Segment Start: The input

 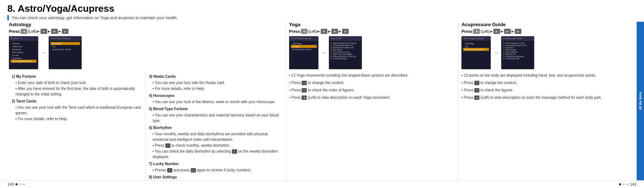 What do you see at coordinates (345, 31) in the screenshot?
I see `btn-2-yoga: 2▪` at bounding box center [345, 31].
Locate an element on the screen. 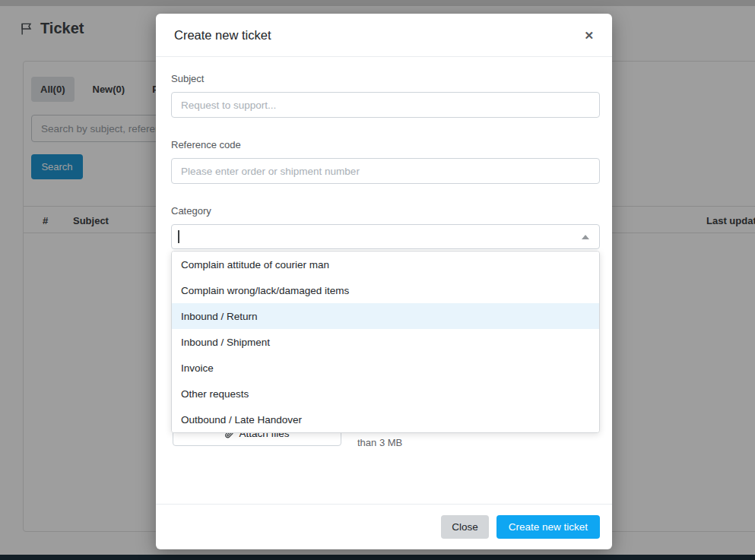  modal-header: Create new ticket ✕ is located at coordinates (384, 35).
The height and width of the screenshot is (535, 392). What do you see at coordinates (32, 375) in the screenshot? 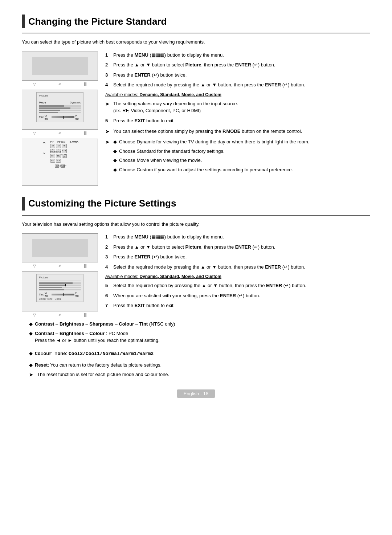
I see `arrow-sym-reset: ➤` at bounding box center [32, 375].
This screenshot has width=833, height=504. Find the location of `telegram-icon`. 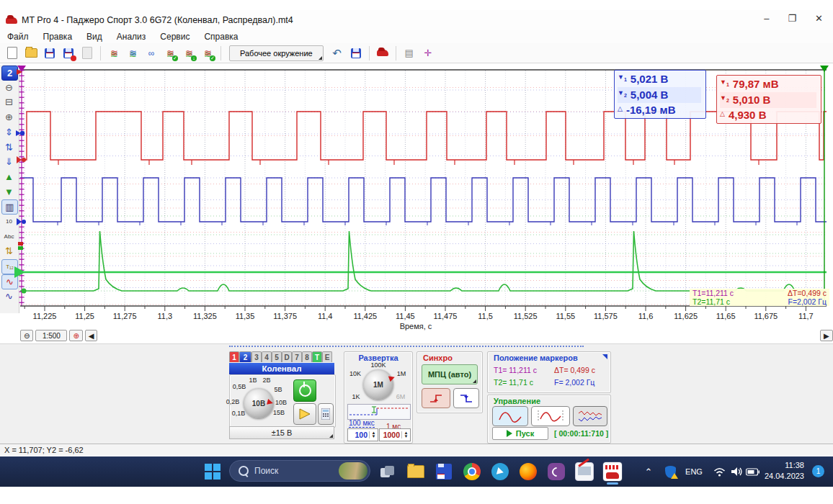

telegram-icon is located at coordinates (500, 472).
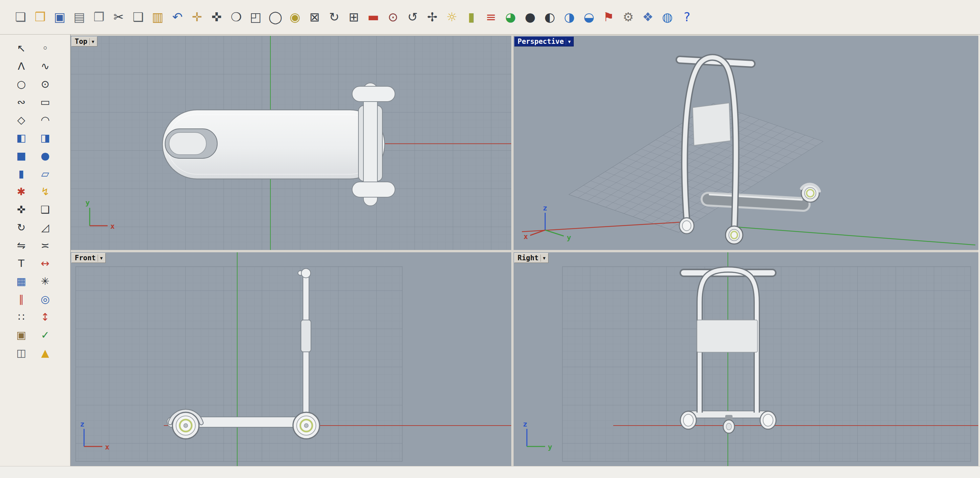 Image resolution: width=980 pixels, height=478 pixels. I want to click on sidebar-button-ellipse: ⊙, so click(45, 84).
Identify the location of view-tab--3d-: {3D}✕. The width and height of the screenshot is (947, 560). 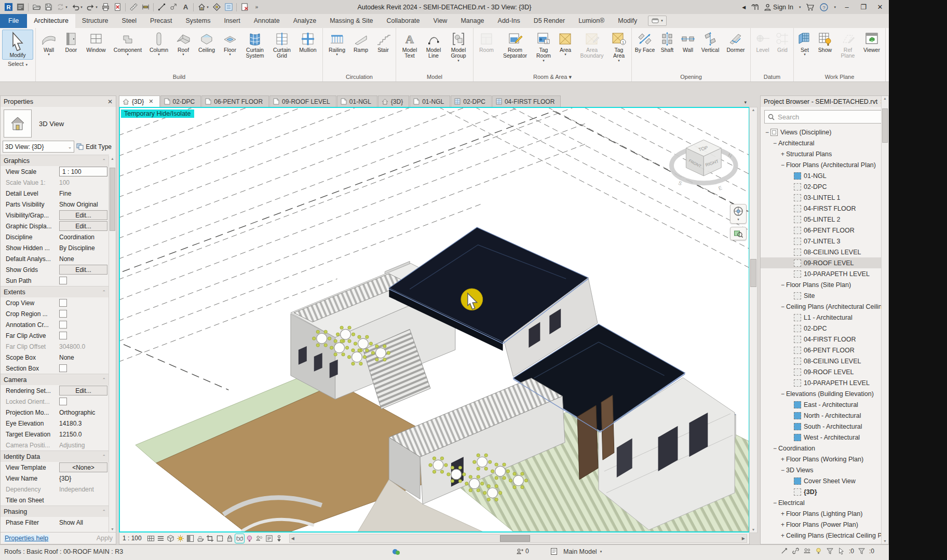
(139, 101).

Segment End: The input

▶ [Instructions to follow] Retype, exactly and only, the lines from the one containing "This screenshot has" through the end of the entries, both ends included, and omit all pictures.

▶ [Response box]
This screenshot has width=833, height=504. Find the location of `telegram-icon`. 

telegram-icon is located at coordinates (500, 472).
 Image resolution: width=980 pixels, height=478 pixels. I want to click on sidebar-button-ellipse: ⊙, so click(45, 84).
Identify the location of view-tab--3d-: {3D}✕. The width and height of the screenshot is (947, 560). 
(139, 101).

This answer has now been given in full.